2/04/2008

The Lugubrious Game — Dali Collage?


This is a quote from the book Dada, Surrealism and their Heritage (MOMA, 1968) concerning the painting "The Lugubrious Game" by Salvador Dali
"The eclectic Surrealism of Senicitas....led in 1929 to Dali's first mature works, a series of brilliant small pictures whose hallucinatory intensity he was never to surpass. In some of these, The Lugubrious Game, for example, the photographic realism of the painted passages is indistinguishable from those parts of the surface which are actually collage bits of photographs and color engravings. In equating his painting technique with the verisimilitude and surface finish of photography Dali here brought full circle the "perversion" of collage that was initiated by Ernst. Dali maintained the activity of collage, but in disguising even those differentiations of image components still visible in Ernst, he produced, in effect, an anti-collage."
Looking at this piece as best as one can on the internet, I cannot tell what portions of this painting are photo, and which are paint. Is anyone familiar with this piece that can pinpoint this? Dali's masterful painting technique once again has fooled me and I can't tell from lame .jpg files.
Through a Google books search, I found this further quote in Realism, Rationalism, Surrealism: Art Between the Wars, by Briony Fer, David Batchelor, Paul Wood regarding this particular Dali painting.
"
There is no coherent unity to the figure; it is only the sum of these fragmented parts.
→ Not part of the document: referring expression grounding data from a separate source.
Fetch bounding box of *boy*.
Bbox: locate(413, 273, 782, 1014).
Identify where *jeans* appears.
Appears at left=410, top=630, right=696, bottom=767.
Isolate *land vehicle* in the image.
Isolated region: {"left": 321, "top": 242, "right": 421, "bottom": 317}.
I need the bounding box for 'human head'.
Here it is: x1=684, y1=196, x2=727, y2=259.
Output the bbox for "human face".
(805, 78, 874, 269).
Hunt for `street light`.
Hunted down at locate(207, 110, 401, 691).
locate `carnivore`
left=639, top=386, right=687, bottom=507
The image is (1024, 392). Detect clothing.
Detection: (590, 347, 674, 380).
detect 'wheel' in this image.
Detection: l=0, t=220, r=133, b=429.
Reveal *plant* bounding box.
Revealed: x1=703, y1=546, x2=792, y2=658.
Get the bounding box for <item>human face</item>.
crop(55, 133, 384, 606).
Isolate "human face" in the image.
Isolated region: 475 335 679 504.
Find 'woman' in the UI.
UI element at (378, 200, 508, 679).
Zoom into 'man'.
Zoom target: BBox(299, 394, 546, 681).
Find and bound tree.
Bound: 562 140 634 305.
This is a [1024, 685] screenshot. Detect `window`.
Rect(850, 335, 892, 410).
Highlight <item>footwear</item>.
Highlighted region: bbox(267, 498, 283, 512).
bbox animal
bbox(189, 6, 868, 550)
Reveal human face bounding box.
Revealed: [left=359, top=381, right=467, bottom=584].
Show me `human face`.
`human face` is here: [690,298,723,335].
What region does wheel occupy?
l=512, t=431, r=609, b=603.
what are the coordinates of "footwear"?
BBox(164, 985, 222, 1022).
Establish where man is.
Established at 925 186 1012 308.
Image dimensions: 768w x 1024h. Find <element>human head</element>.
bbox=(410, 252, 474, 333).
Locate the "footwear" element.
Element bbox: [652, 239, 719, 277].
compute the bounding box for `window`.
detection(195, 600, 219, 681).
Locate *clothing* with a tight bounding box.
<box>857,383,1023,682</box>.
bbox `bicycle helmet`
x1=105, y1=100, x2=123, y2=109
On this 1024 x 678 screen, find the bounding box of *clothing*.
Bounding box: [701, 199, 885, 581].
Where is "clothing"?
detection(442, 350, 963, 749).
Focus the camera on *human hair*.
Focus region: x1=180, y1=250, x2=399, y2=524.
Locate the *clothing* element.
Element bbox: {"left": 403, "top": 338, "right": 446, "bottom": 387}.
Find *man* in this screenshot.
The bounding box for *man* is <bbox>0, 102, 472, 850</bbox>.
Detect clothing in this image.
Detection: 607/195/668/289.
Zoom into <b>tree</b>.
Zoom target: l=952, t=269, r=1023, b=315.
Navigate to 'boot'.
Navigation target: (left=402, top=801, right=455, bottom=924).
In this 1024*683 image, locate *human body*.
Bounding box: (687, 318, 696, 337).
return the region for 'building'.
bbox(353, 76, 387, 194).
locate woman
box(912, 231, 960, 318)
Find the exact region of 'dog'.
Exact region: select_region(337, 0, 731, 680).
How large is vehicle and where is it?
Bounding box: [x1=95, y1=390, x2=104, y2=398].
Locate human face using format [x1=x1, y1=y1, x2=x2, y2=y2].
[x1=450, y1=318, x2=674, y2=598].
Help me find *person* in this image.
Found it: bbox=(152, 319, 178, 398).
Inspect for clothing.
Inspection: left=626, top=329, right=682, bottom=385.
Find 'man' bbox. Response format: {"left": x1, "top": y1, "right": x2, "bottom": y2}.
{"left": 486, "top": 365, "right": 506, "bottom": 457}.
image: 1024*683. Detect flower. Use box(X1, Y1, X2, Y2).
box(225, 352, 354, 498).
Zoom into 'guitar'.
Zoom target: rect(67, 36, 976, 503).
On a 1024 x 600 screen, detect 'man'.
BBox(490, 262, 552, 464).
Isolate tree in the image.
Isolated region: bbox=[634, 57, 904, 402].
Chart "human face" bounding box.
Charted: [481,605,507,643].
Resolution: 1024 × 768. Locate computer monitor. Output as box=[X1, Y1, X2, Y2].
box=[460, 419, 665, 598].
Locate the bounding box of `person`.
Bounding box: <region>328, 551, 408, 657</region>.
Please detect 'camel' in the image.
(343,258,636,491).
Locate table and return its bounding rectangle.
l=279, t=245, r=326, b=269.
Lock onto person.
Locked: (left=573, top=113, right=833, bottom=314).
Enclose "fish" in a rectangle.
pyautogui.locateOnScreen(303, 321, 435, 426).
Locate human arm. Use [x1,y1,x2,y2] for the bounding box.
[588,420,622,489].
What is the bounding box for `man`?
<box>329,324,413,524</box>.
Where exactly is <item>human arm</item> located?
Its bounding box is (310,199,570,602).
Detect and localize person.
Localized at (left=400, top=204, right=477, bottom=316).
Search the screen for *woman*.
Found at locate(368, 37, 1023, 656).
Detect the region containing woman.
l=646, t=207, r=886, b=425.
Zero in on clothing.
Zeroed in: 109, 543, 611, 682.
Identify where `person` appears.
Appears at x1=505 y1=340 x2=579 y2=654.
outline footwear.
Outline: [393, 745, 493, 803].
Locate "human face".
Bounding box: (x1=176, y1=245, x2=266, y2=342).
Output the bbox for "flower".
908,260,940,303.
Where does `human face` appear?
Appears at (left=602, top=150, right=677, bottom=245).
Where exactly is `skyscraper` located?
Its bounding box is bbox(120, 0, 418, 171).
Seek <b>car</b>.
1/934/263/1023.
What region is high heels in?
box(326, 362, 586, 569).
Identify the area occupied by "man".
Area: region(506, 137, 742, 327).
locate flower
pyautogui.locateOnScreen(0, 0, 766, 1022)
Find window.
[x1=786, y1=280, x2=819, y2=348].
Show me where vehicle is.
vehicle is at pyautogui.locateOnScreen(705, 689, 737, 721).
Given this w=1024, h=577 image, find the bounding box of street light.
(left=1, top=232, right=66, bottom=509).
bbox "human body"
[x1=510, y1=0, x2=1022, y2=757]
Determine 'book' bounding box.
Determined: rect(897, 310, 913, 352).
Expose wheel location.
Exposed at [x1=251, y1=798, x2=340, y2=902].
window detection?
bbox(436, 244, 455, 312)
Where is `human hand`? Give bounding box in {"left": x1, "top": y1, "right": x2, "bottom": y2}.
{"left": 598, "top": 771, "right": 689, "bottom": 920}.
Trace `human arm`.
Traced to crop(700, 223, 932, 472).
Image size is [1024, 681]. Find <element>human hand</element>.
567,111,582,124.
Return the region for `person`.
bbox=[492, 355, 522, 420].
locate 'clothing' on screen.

But it is not only this figure that is 'dismembered'; in addition to some real elements of collage stuck on to the canvas, the painting as a whole deploys a collage-like technique to assemble fragments and parts."

1 comment:

Mary Ann Steinacker-Grimm said...

I think it's great that you would even ponder the question of where paint begins and photography ends! Have you found an answer since then?